The Day that Star Trek Died

Twenty five years ago, the Space Shuttle Challenger exploded shortly after lift off, killing seven astronauts.  But for me, that explosion over Cape Canaveral took away Captain Kirk, Spock, Bones, and all the other denizens of the United Federation of Planets.

I grew up with Star Trek.   My parents divorced when I was 9, so I don’t have a long memory of happy times in my house, but of the times we did have, Star Trek held a kind of magical memory.  It was one hour, each week, when we all sat quietly and watched our “big” 20-inch black and white television.  It was one hour when we could see a vision of the future, where people weren’t rioting about the color of their skin or their country of origin, where money wasn’t the only motivation for smart people to succeed, and where intelligent, passionate people followed higher ideals than self interest.  I wasn’t the only one watching. 

Dr. Ronald E. McNair was also watching.  He, too, had grown up watching Star Trek, and imagining what it would be like to be an astronaut.  One big difference: Dr. McNair was black, and he grew up in the segregated city of Lake City, South Carolina.  On Star Trek, he saw white people and black people working side by side.  As his brother Carl told Storycorps years later, Star Trek’s hopeful vision was one of the inspirations that led him into science (where he became and expert in quantum electronics and lasers) and then into space as a mission specialist.  He was the second black man in space in 1984, when he flew aboard a previous Challenger mission. 

 

In 1986, I was a young software developer.  I’d been working with computers for many years by then, including such golden oldies as the IBM 370, the DecSystem 10, and the HP/3000.  These were also the early days of the microcomputer.  I had the opportunity to spend some time, (but very little professionally), on the Kaypro, the Compaq Portable, and of course, the IBM PC.  I was employed at a small manufacturing company in Tennessee called DeRoyal Industries.  They made a variety of different medical products, from orthopedic braces to surgery trays.  They also had a small software division, where I worked to create a product for hospital operating rooms to allow them to schedule surgery efficiently.  It was all on Unix System V, running on an AT&T 3B2/400 minicomputer.  In those days, the word “hacker” was a compliment, Zork was cool, and we were thrilled to use the UUNET to make computers talk to one another.

But America was no longer investing in Space.  In constant dollars, the budget of NASA in 1986 was one third that of 1966.  America was losing interest.  The drama was gone.  In 1984, President Reagan placed a challenge at NASA’s doorstep: build a permanently manned space station, but he didn’t increase NASA’s budget to make it happen.  So, when NASA went on a nationwide search for a teacher to travel into space, they wanted to add some interest, especially from children.  The idea was to capture the imagination of the next generation of astronauts, just as Apollo had captured me.

So, on the morning of January 28, 1986, millions of schoolchildren were tuned in, and television stations around the country were all showing the launch live.  After all, a teacher was onboard.  She was one of us.  We all sat in awe as the countdown reached zero, and the rockets fired, and the shuttle gracefully headed toward space.  And 71 seconds later, we all watched in horror as the solid rocket booster exploded, destroying the Challenger and her seven-man crew: Francis R. (Dick) Scobee, Michael J. Smith, Dr. Judith A. Resnik, Dr. Ronald E. McNair, Ellison S. Onizuka, Gregory B. Jarvis, and Sharon Christa McAuliffe, the first teacher in space.

I was heartbroken.  It was the first time we’d lost a mission.  It was the end, for me, of the dream of space that had started with Star Trek.  After that awful morning, no one spoke of NASA with the hushed tones of awe that I remembered from my youth.  Now, it was only talk of price tags, and O-Rings, and the failure of NASA to deliver on Reagan’s (unfunded) challenge.  NASA was no longer a place I wanted to work.  Visit, yes.  Support, sure.  They were the only game in town.  But to work there, or become an astronaut… that dream died in 1986.  For me, that was the day that Star Trek died.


▶ WORK TO BE COMPLETED: The exercise asks you to copy every line below in which "icon" appears.
──────── DATASET CONTENT ────────
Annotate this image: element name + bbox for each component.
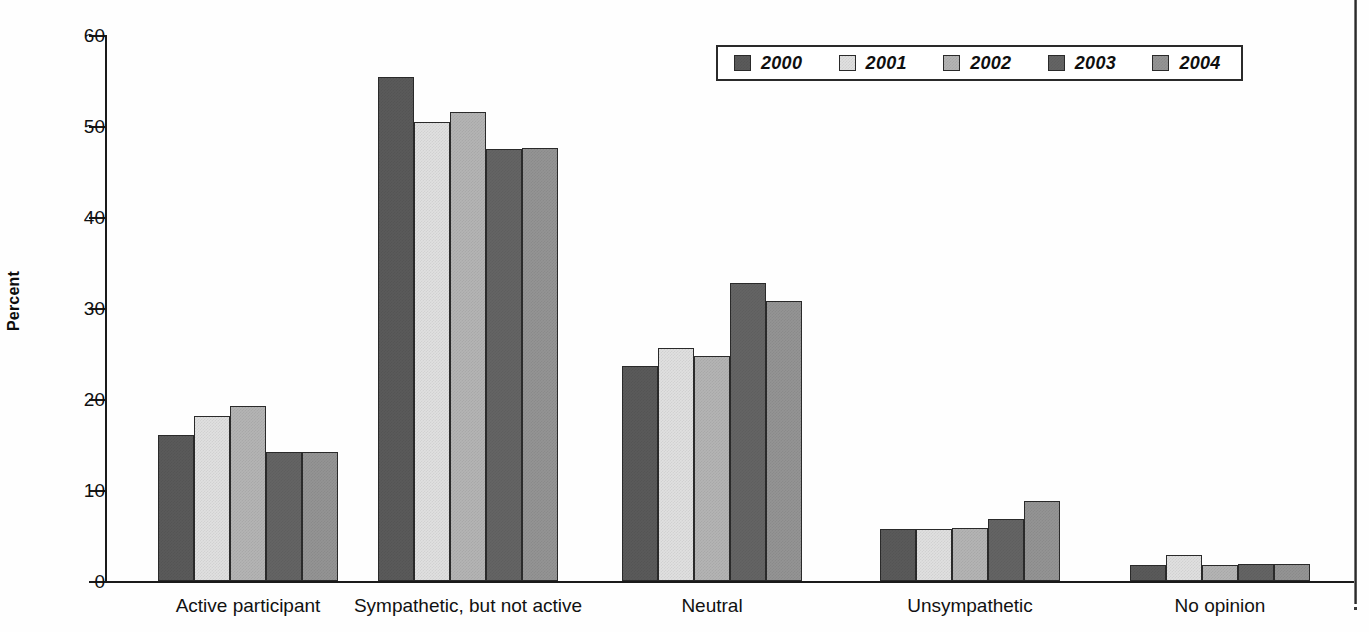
- bar-2001-unsympathetic: [916, 529, 952, 581]
- legend-item-2003[interactable]: 2003: [1032, 53, 1137, 74]
- bar-2003-sympathetic-but-not-active: [486, 149, 522, 581]
- x-axis-category-label: Neutral: [681, 595, 742, 617]
- plot-area: Percent 0102030405060 Active participant…: [0, 0, 1369, 632]
- bar-2004-active-participant: [302, 452, 338, 581]
- legend-label: 2000: [761, 53, 802, 74]
- bars-layer: Active participantSympathetic, but not a…: [0, 0, 1369, 632]
- bar-2001-sympathetic-but-not-active: [414, 122, 450, 581]
- legend-item-2002[interactable]: 2002: [927, 53, 1032, 74]
- bar-2000-active-participant: [158, 435, 194, 582]
- bar-2000-no-opinion: [1130, 565, 1166, 581]
- bar-2002-active-participant: [230, 406, 266, 581]
- bar-2001-neutral: [658, 348, 694, 581]
- page-scan-edge: [1354, 0, 1357, 604]
- legend-item-2000[interactable]: 2000: [718, 53, 823, 74]
- bar-2003-no-opinion: [1238, 564, 1274, 581]
- bar-2003-active-participant: [266, 452, 302, 581]
- bar-2002-unsympathetic: [952, 528, 988, 581]
- bar-2002-sympathetic-but-not-active: [450, 112, 486, 581]
- x-axis-category-label: Sympathetic, but not active: [354, 595, 582, 617]
- legend-label: 2002: [970, 53, 1011, 74]
- bar-2000-unsympathetic: [880, 529, 916, 581]
- x-axis-category-label: No opinion: [1175, 595, 1266, 617]
- bar-2001-active-participant: [194, 416, 230, 581]
- legend: 20002001200220032004: [716, 45, 1243, 81]
- x-axis-category-label: Unsympathetic: [907, 595, 1033, 617]
- legend-label: 2003: [1075, 53, 1116, 74]
- bar-2002-neutral: [694, 356, 730, 581]
- legend-label: 2004: [1179, 53, 1220, 74]
- bar-2004-no-opinion: [1274, 564, 1310, 581]
- legend-item-2004[interactable]: 2004: [1136, 53, 1241, 74]
- legend-label: 2001: [866, 53, 907, 74]
- bar-2002-no-opinion: [1202, 565, 1238, 581]
- legend-item-2001[interactable]: 2001: [823, 53, 928, 74]
- page-scan-corner: [1354, 607, 1357, 610]
- legend-swatch-icon: [1152, 55, 1169, 71]
- bar-2004-neutral: [766, 301, 802, 581]
- legend-swatch-icon: [734, 55, 751, 71]
- bar-2000-neutral: [622, 366, 658, 581]
- x-axis-category-label: Active participant: [176, 595, 321, 617]
- bar-2004-unsympathetic: [1024, 501, 1060, 581]
- bar-2003-neutral: [730, 283, 766, 581]
- legend-swatch-icon: [839, 55, 856, 71]
- chart-page: Percent 0102030405060 Active participant…: [0, 0, 1369, 632]
- legend-swatch-icon: [943, 55, 960, 71]
- bar-2004-sympathetic-but-not-active: [522, 148, 558, 581]
- bar-2003-unsympathetic: [988, 519, 1024, 581]
- legend-swatch-icon: [1048, 55, 1065, 71]
- bar-2001-no-opinion: [1166, 555, 1202, 581]
- bar-2000-sympathetic-but-not-active: [378, 77, 414, 581]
────────
▶ ANSWER SECTION:
- legend-swatch-icon: [1152, 55, 1169, 71]
- legend-swatch-icon: [734, 55, 751, 71]
- legend-swatch-icon: [839, 55, 856, 71]
- legend-swatch-icon: [943, 55, 960, 71]
- legend-swatch-icon: [1048, 55, 1065, 71]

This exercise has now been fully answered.